The study appears in the Genomes & Developmental Control section of the online June 1 issue of the journal Developmental Biology.

Understanding the concept of morphogen gradients—the mechanism by which a signal from one part of a developing embryo can influence the location and other variables of surrounding cells—is important to developmental biology, gene regulation, evolution, and human health.


Morphogen gradients subdivide a field of cells into territories characterized by distinct cell fates. These divisions allow cells to “know” their position within a developing embryo and to differentiate appropriate to that location. However, in order to function, such systems require a genetic mechanism to regulate a spectrum of responses to different genes.

This mechanism is called a transcriptional enhancer. These are DNA sequences that display a cryptic code of transcription factor (TF) binding sites. During development and sometimes under environmental influences, these enhancers assemble scaffolds for TF protein complexes that orchestrate differential gene expression.


However, enhancers targeted by morphogen signals may temporally initate inappropriate gene expression as the morphogen builds up and decays over a specific window of  the embryo's developmental timeline.

Using the Drosophila (fruit fly) gene system, which includes many species—each with a fully sequenced genome—the Erives Lab identified a case of spatial and temporal (time) conflict in the regulation of  the ventral neurons defective (vnd) gene.

The vnd gene must be precisely regulated in order for the fly’s nervous system to be properly developed. VND is turned on by a key embryonic factor (dorsal/NFkB) that creates the pattern of dorsal/ventral axis in an embryo. In particular, the vnd gene plays a critical role in specifying distinct dorsal/ventral neural columns in the ectoderm by repressing additional regulators.

In this regulatory hierarchy, vnd requires early expression, but ventral neurogenic ectoderm demands a relatively high-threshold response to the morphogen.

However, the study also shows that the vnd gene’s Neurogenic Ectoderm Enhancer (NEE) can take input from a complementary gradient of the Dpp morphogen via the Schnurri/Mad/Medea silencer element (SSE). In this regard, the NEE at vnd is unlike NEEs at other genetic loci, which are not involved in the neural specification circuit and have no resident SSE. The study also shows that an SSE could be added to a single-input NEE and cause spatial restriction of its activity.


These results show how requirements for conflicting temporal and spatial responses to one morphogen can be solved by adding input from complementary morphogens.
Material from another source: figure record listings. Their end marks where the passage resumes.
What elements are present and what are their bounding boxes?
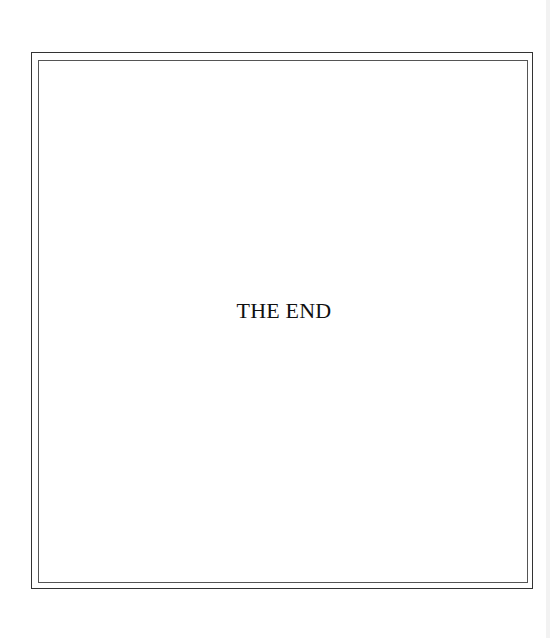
the-end-heading: THE END	[0, 298, 550, 324]
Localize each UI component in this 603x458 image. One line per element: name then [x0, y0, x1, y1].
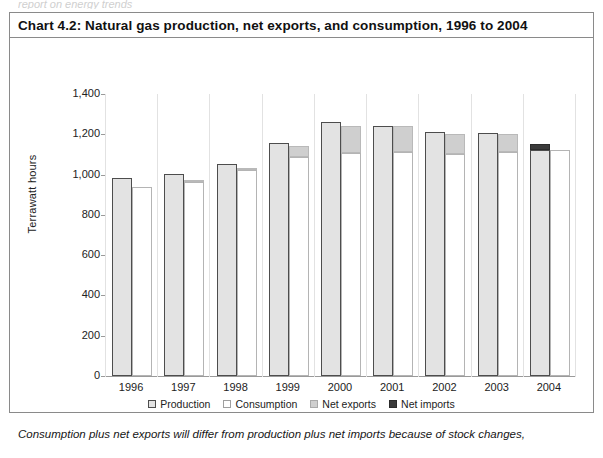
chart-footnote: Consumption plus net exports will differ…	[18, 428, 588, 440]
legend-label: Consumption	[235, 398, 297, 410]
legend-swatch-icon	[310, 400, 318, 408]
legend-label: Net imports	[401, 398, 455, 410]
x-tick-label: 2004	[523, 381, 575, 393]
bar-production[interactable]	[269, 143, 289, 376]
y-tick-label: 0	[54, 369, 100, 381]
bar-net-exports[interactable]	[289, 146, 309, 157]
legend-label: Net exports	[322, 398, 376, 410]
chart-legend: ProductionConsumptionNet exportsNet impo…	[10, 398, 593, 410]
y-axis-title: Terrawatt hours	[26, 84, 38, 304]
bar-net-exports[interactable]	[184, 180, 204, 182]
bar-group[interactable]: 2000	[314, 38, 366, 376]
x-tick-label: 2002	[418, 381, 470, 393]
bar-net-exports[interactable]	[341, 126, 361, 153]
chart-title: Chart 4.2: Natural gas production, net e…	[10, 13, 593, 38]
bar-group[interactable]: 2004	[523, 38, 575, 376]
y-tick-label: 1,000	[54, 168, 100, 180]
bar-group[interactable]: 1999	[262, 38, 314, 376]
bar-consumption[interactable]	[289, 157, 309, 376]
bar-consumption[interactable]	[341, 153, 361, 376]
y-tick-label: 1,400	[54, 87, 100, 99]
chart-panel: Chart 4.2: Natural gas production, net e…	[9, 12, 594, 413]
legend-item-consumption[interactable]: Consumption	[223, 398, 297, 410]
x-tick-label: 2001	[366, 381, 418, 393]
plot-area: Terrawatt hours 02004006008001,0001,2001…	[10, 38, 593, 412]
category-separator	[575, 94, 576, 377]
bar-production[interactable]	[373, 126, 393, 376]
bar-net-exports[interactable]	[237, 168, 257, 170]
x-tick-label: 2003	[471, 381, 523, 393]
bar-group[interactable]: 2003	[471, 38, 523, 376]
legend-item-production[interactable]: Production	[148, 398, 210, 410]
x-tick-label: 1997	[157, 381, 209, 393]
legend-swatch-icon	[148, 400, 156, 408]
bar-net-exports[interactable]	[498, 134, 518, 152]
bar-production[interactable]	[478, 133, 498, 376]
legend-swatch-icon	[389, 400, 397, 408]
bar-net-imports[interactable]	[530, 144, 550, 150]
bar-group[interactable]: 1998	[209, 38, 261, 376]
y-tick-label: 200	[54, 329, 100, 341]
bar-net-exports[interactable]	[445, 134, 465, 154]
x-tick-label: 1999	[262, 381, 314, 393]
clipped-header-text: report on energy trends	[18, 0, 578, 9]
y-tick-label: 400	[54, 288, 100, 300]
legend-item-net-imports[interactable]: Net imports	[389, 398, 455, 410]
bar-production[interactable]	[530, 150, 550, 376]
bar-group[interactable]: 1997	[157, 38, 209, 376]
bar-consumption[interactable]	[132, 187, 152, 376]
bar-consumption[interactable]	[445, 154, 465, 376]
bar-consumption[interactable]	[184, 182, 204, 376]
bar-group[interactable]: 1996	[105, 38, 157, 376]
y-tick-label: 800	[54, 208, 100, 220]
bar-production[interactable]	[112, 178, 132, 376]
x-tick-label: 1998	[209, 381, 261, 393]
bar-group[interactable]: 2001	[366, 38, 418, 376]
bar-consumption[interactable]	[498, 152, 518, 376]
legend-swatch-icon	[223, 400, 231, 408]
bar-production[interactable]	[321, 122, 341, 376]
x-tick-label: 1996	[105, 381, 157, 393]
x-tick-label: 2000	[314, 381, 366, 393]
bar-consumption[interactable]	[393, 152, 413, 376]
y-tick-label: 600	[54, 248, 100, 260]
bar-production[interactable]	[164, 174, 184, 376]
bar-groups: 199619971998199920002001200220032004	[105, 38, 575, 412]
bar-production[interactable]	[425, 132, 445, 376]
legend-label: Production	[160, 398, 210, 410]
bar-net-exports[interactable]	[393, 126, 413, 153]
bar-production[interactable]	[217, 164, 237, 376]
bar-consumption[interactable]	[550, 150, 570, 376]
bar-group[interactable]: 2002	[418, 38, 470, 376]
y-tick-label: 1,200	[54, 127, 100, 139]
bar-consumption[interactable]	[237, 170, 257, 376]
legend-item-net-exports[interactable]: Net exports	[310, 398, 376, 410]
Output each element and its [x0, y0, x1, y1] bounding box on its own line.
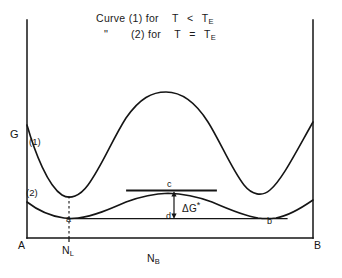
x-axis-tick-label-nl: NL — [62, 245, 74, 257]
delta-g-star-symbol: ΔG — [182, 203, 197, 214]
delta-g-star-superscript: * — [197, 200, 201, 210]
x-axis-label-base: N — [147, 252, 155, 264]
x-axis-end-label: B — [314, 240, 321, 251]
x-axis-tick-label-nl-base: N — [62, 244, 70, 256]
free-energy-diagram-figure: Curve (1) for T < TE " (2) for T = TE — [0, 0, 342, 278]
delta-g-star-arrowhead-down — [171, 214, 176, 219]
curve-1-label: (1) — [29, 137, 41, 147]
x-axis-origin-label: A — [18, 240, 25, 251]
point-label-c: c — [167, 180, 172, 189]
delta-g-star-arrow — [171, 191, 176, 219]
delta-g-star-label: ΔG* — [182, 201, 201, 214]
x-axis-tick-label-nl-subscript: L — [70, 249, 74, 258]
point-label-b: b — [267, 217, 272, 226]
point-label-d: d — [166, 212, 171, 221]
x-axis-label: NB — [147, 253, 160, 265]
curve-2-label: (2) — [26, 188, 38, 198]
point-label-a: a — [66, 215, 71, 224]
y-axis-label: G — [10, 129, 19, 140]
x-axis-label-subscript: B — [155, 257, 160, 266]
plot-canvas — [0, 0, 342, 278]
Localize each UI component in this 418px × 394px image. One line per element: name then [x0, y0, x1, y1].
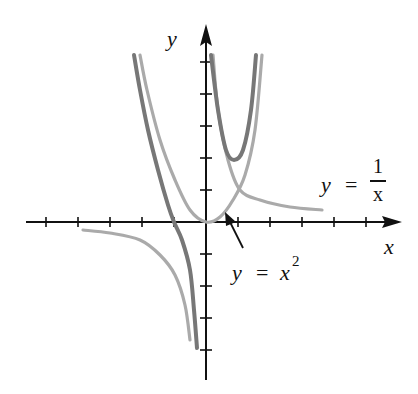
recip-label-eq: = [345, 174, 357, 196]
annotation-arrow [225, 212, 243, 248]
square-label-base: x [280, 262, 290, 284]
recip-label-numerator: 1 [369, 156, 387, 176]
x-axis-arrow-icon [382, 216, 402, 228]
x-axis-label: x [384, 236, 394, 258]
annotation-arrowhead-icon [225, 212, 236, 226]
recip-label-lhs: y [321, 174, 331, 196]
curve-y-x-2-1-x-right-branch- [211, 55, 256, 160]
curve-y-x-2 [140, 55, 262, 222]
chart-canvas [0, 0, 418, 394]
fraction-bar [370, 180, 386, 182]
curves [83, 55, 322, 348]
y-axis-label: y [167, 28, 177, 50]
square-label-exponent: 2 [292, 254, 300, 269]
square-label-eq: = [256, 262, 268, 284]
curve-y-x-2-1-x-left-branch- [134, 55, 197, 348]
curve-y-1-x-left-branch- [83, 230, 190, 340]
curve-y-1-x-right-branch- [213, 55, 322, 210]
recip-label-denominator: x [369, 184, 387, 204]
square-label-lhs: y [232, 262, 242, 284]
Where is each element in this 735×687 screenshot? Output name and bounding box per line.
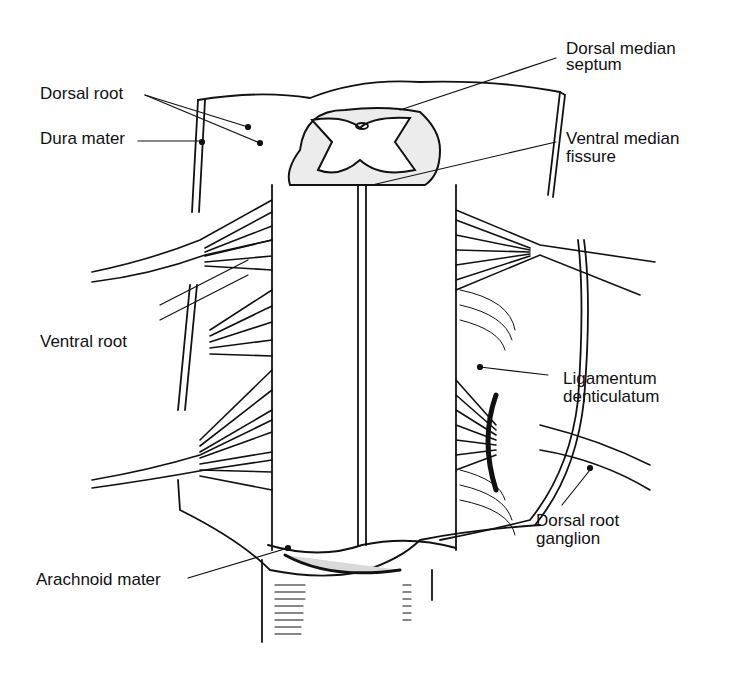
label-arachnoid-mater: Arachnoid mater [36, 571, 161, 588]
cord-cross-section [289, 108, 440, 185]
label-dorsal-root-ganglion-line1: Dorsal root [536, 512, 619, 529]
label-ventral-root: Ventral root [40, 333, 127, 350]
ligamentum-denticulatum [460, 290, 515, 535]
label-dorsal-root: Dorsal root [40, 85, 123, 102]
label-dorsal-root-ganglion-line2: ganglion [536, 530, 600, 547]
label-dura-mater: Dura mater [40, 130, 125, 147]
label-ventral-median-fissure-line1: Ventral median [566, 130, 679, 147]
label-ligamentum-line2: denticulatum [563, 388, 659, 405]
label-dorsal-median-septum-line2: septum [566, 56, 622, 73]
label-ligamentum-line1: Ligamentum [563, 370, 657, 387]
label-ventral-median-fissure-line2: fissure [566, 148, 616, 165]
cord-body [268, 185, 456, 573]
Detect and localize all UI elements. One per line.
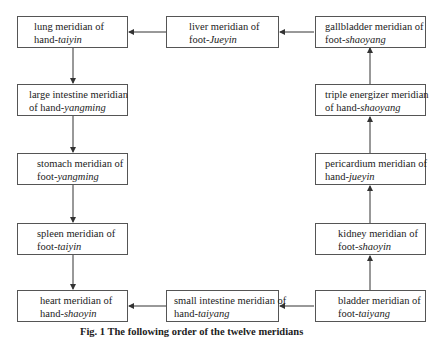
node-label-line2: foot-shaoyin: [338, 240, 425, 253]
node-label-italic: taiyang: [198, 308, 230, 319]
node-label-line2: foot-shaoyang: [325, 33, 425, 46]
node-label-italic: shaoyin: [358, 241, 391, 252]
node-label-line1: pericardium meridian of: [325, 157, 425, 170]
node-label-prefix: foot-: [338, 308, 358, 319]
node-label-prefix: hand-: [40, 308, 64, 319]
node-bladder-meridian: bladder meridian of foot-taiyang: [315, 290, 426, 322]
node-lung-meridian: lung meridian of hand-taiyin: [17, 16, 128, 48]
node-label-italic: taiyin: [58, 34, 82, 45]
node-label-line1: small intestine meridian of: [174, 294, 278, 307]
node-label-line1: heart meridian of: [40, 294, 127, 307]
node-label-line1: large intestine meridian: [29, 88, 127, 101]
node-label-line2: of hand-yangming: [29, 101, 127, 114]
node-label-line2: foot-taiyang: [338, 307, 425, 320]
node-label-line2: hand-taiyin: [34, 33, 127, 46]
node-label-italic: taiyin: [57, 241, 81, 252]
node-liver-meridian: liver meridian of foot-Jueyin: [166, 16, 279, 48]
node-label-prefix: of hand-: [29, 102, 64, 113]
node-label-line2: hand-jueyin: [325, 170, 425, 183]
node-label-line2: foot-Jueyin: [189, 33, 278, 46]
node-label-line1: stomach meridian of: [37, 157, 127, 170]
node-label-italic: shaoyin: [64, 308, 97, 319]
node-label-line2: hand-taiyang: [174, 307, 278, 320]
figure-caption: Fig. 1 The following order of the twelve…: [80, 326, 303, 337]
node-heart-meridian: heart meridian of hand-shaoyin: [17, 290, 128, 322]
node-label-prefix: hand-: [174, 308, 198, 319]
node-label-line1: bladder meridian of: [338, 294, 425, 307]
node-label-line2: hand-shaoyin: [40, 307, 127, 320]
node-label-prefix: foot-: [325, 34, 345, 45]
node-label-italic: taiyang: [358, 308, 390, 319]
node-label-italic: Jueyin: [209, 34, 236, 45]
node-label-prefix: foot-: [37, 171, 57, 182]
node-spleen-meridian: spleen meridian of foot-taiyin: [17, 223, 128, 255]
node-label-prefix: of hand-: [325, 102, 360, 113]
node-label-line2: of hand-shaoyang: [325, 101, 425, 114]
node-label-line1: lung meridian of: [34, 20, 127, 33]
node-kidney-meridian: kidney meridian of foot-shaoyin: [315, 223, 426, 255]
node-label-italic: yangming: [64, 102, 105, 113]
node-label-italic: shaoyang: [345, 34, 385, 45]
node-label-line1: triple energizer meridian: [325, 88, 425, 101]
node-label-line2: foot-yangming: [37, 170, 127, 183]
node-label-prefix: hand-: [325, 171, 349, 182]
node-stomach-meridian: stomach meridian of foot-yangming: [17, 153, 128, 185]
node-triple-energizer-meridian: triple energizer meridian of hand-shaoya…: [315, 84, 426, 116]
node-label-line1: spleen meridian of: [37, 227, 127, 240]
node-label-line1: kidney meridian of: [338, 227, 425, 240]
node-label-prefix: hand-: [34, 34, 58, 45]
node-label-italic: jueyin: [349, 171, 375, 182]
node-label-italic: shaoyang: [360, 102, 400, 113]
node-gallbladder-meridian: gallbladder meridian of foot-shaoyang: [315, 16, 426, 48]
node-large-intestine-meridian: large intestine meridian of hand-yangmin…: [17, 84, 128, 116]
node-label-line2: foot-taiyin: [37, 240, 127, 253]
node-label-line1: gallbladder meridian of: [325, 20, 425, 33]
node-pericardium-meridian: pericardium meridian of hand-jueyin: [315, 153, 426, 185]
node-label-prefix: foot-: [37, 241, 57, 252]
node-label-italic: yangming: [57, 171, 98, 182]
node-label-prefix: foot-: [338, 241, 358, 252]
node-label-prefix: foot-: [189, 34, 209, 45]
node-label-line1: liver meridian of: [189, 20, 278, 33]
node-small-intestine-meridian: small intestine meridian of hand-taiyang: [166, 290, 279, 322]
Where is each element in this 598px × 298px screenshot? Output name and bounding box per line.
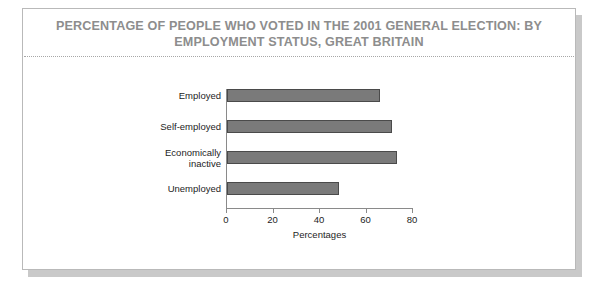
bar-category-label: Employed — [71, 90, 221, 101]
title-divider — [24, 56, 574, 57]
bar — [227, 151, 397, 164]
bar — [227, 89, 380, 102]
x-tick-mark — [319, 209, 320, 213]
x-tick-mark — [366, 209, 367, 213]
x-tick-mark — [226, 209, 227, 213]
bar-category-label: Self-employed — [71, 121, 221, 132]
x-axis-title: Percentages — [226, 229, 413, 240]
bar-category-label: Economically inactive — [71, 147, 221, 169]
bar — [227, 120, 392, 133]
x-tick-label: 60 — [346, 214, 386, 225]
x-tick-label: 20 — [253, 214, 293, 225]
x-tick-label: 0 — [206, 214, 246, 225]
bar-category-label: Unemployed — [71, 183, 221, 194]
x-tick-mark — [273, 209, 274, 213]
x-tick-mark — [412, 209, 413, 213]
bar — [227, 182, 339, 195]
chart-title: PERCENTAGE OF PEOPLE WHO VOTED IN THE 20… — [23, 18, 575, 50]
x-tick-label: 40 — [299, 214, 339, 225]
x-tick-label: 80 — [392, 214, 432, 225]
plot-area: EmployedSelf-employedEconomically inacti… — [23, 63, 577, 269]
figure-card: PERCENTAGE OF PEOPLE WHO VOTED IN THE 20… — [22, 8, 576, 270]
The Erives Lab at the UI’s Department of Biology studies the structure, function, and evolution of enhancers within the context of gene regulatory circuits underlying the evolution and development of animals by using molecular, genetic, and evolutionary genomic approaches. Within these areas, the Erives Lab has published several landmark papers notable for demonstrating how whole genome sequences can be used to accelerate biological research on outstanding questions in biology.
The study is supported by an NSF CAREER award to Albert Erives (NSF IOS1239673).